The Changelog: Software Development, Open Source
Elasticsearch is open source, again (Interview)
Thu, 24 Oct 2024
Shay Banon, the creator of Elasticsearch, joins us to discuss pulling off a reverse rug pull. Yes, Elasticsearch is open source, again! We discuss the complexities surrounding open source licensing and what made Elastic change their license, the implications of trademark law, the personal and business impact of moving away from open source, and ultimately what made them hit rewind and return to open source.
Full Episode
Thank you.
What's up this week on The Change Law? We're talking about something that's unprecedented. Elasticsearch is open source again. Yes, we're joined by Shea Ban, the creator of Elasticsearch and the founder of Elasticsearch, the company, to discuss what it's like to do a reverse rug pull, something Jared is calling a rug push. I think reverse rug pull sounds better. What about you? Okay.
On this episode, we discussed the complexities surrounding open source licensing and what made Elastic change their license in the first place, the implications of trademark law, the personal and business impact of moving away from open source, and ultimately what made them hit rewind and return to open source. A massive thank you to our friends and our partners over at fly.io.
Fly is the public cloud built for developers who are productive, who ship. That's us. That's you. You should try it. Learn more and deploy your app in five minutes at fly.io. Okay, let's rug push. What's up, nerds? I'm here with Kurt Mackey, co-founder and CEO of Fly. You know we love Fly. So, Kurt, I want to talk to you about the magic of the cloud. You have thoughts on this, right?
Right. I think it's valuable to understand the magic behind the cloud because you can build better features for users, basically, if you understand that. You can do a lot of stuff, particularly now that people are doing LLM stuff, but you can do a lot of stuff if you get that and can be creative with it.
So when you say clouds aren't magic because you're building a public cloud for developers and you go on to explain exactly how it works, what does that mean to you?
In some ways, it means these all came from somewhere. Like there was a simpler time before clouds where we'd get a server at Rackshack and we'd SSH or Telnet into it even and put files somewhere and run the web servers ourselves to serve them up to users. Clouds are not magic on top of that.
They're just more complicated ways of doing those same things in a way that meets the needs of a lot of people instead of just one. One of the things I think that people miss out on, and a lot of this is actually because AWS and GCP have created such big black box abstractions. Like Lambda is really black boxy. You can't like pick apart Lambda and see how it works from the outside.
You have to sort of just use what's there. But the reality is like Lambda is not all that complicated. It's just a modern way to launch little VMs and serve some requests from them and let them like kind of pause and resume and free up like physical compute time.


▶ Prompt: The following entries are to be repeated exactly, and the pictures are to be left behind.

▶ Raw data:
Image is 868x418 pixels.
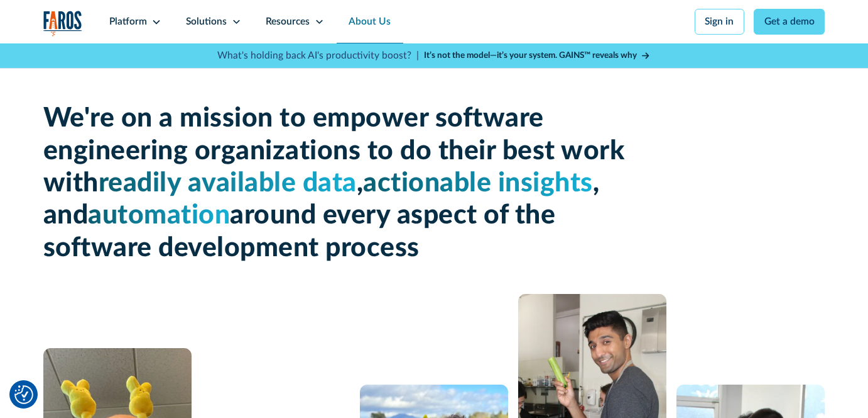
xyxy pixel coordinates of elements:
[44,103,629,264] h1: We're on a mission to empower software engineering organizations to do their best work with , , a...
[186,15,227,29] div: Solutions
[218,49,419,63] p: What's holding back AI's productivity boost? |
[695,9,745,35] a: Sign in
[425,51,637,60] strong: It’s not the model—it’s your system. GAINS™ reveals why
[109,15,147,29] div: Platform
[754,9,825,35] a: Get a demo
[15,385,33,404] img: Revisit consent button
[15,385,33,404] button: Cookie Settings
[265,15,310,29] div: Resources
[425,49,650,62] a: It’s not the model—it’s your system. GAINS™ reveals why
[44,11,83,36] a: home
[98,170,357,196] span: readily available data
[363,170,594,196] span: actionable insights
[87,202,230,228] span: automation
[44,11,83,36] img: Logo of the analytics and reporting company Faros.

▶ Task solution:
Image is 868x418 pixels.
xyxy pixel coordinates of elements:
[44,103,629,264] h1: We're on a mission to empower software engineering organizations to do their best work with , , a...
[186,15,227,29] div: Solutions
[218,49,419,63] p: What's holding back AI's productivity boost? |
[695,9,745,35] a: Sign in
[425,51,637,60] strong: It’s not the model—it’s your system. GAINS™ reveals why
[109,15,147,29] div: Platform
[754,9,825,35] a: Get a demo
[15,385,33,404] img: Revisit consent button
[15,385,33,404] button: Cookie Settings
[265,15,310,29] div: Resources
[425,49,650,62] a: It’s not the model—it’s your system. GAINS™ reveals why
[44,11,83,36] a: home
[98,170,357,196] span: readily available data
[363,170,594,196] span: actionable insights
[87,202,230,228] span: automation
[44,11,83,36] img: Logo of the analytics and reporting company Faros.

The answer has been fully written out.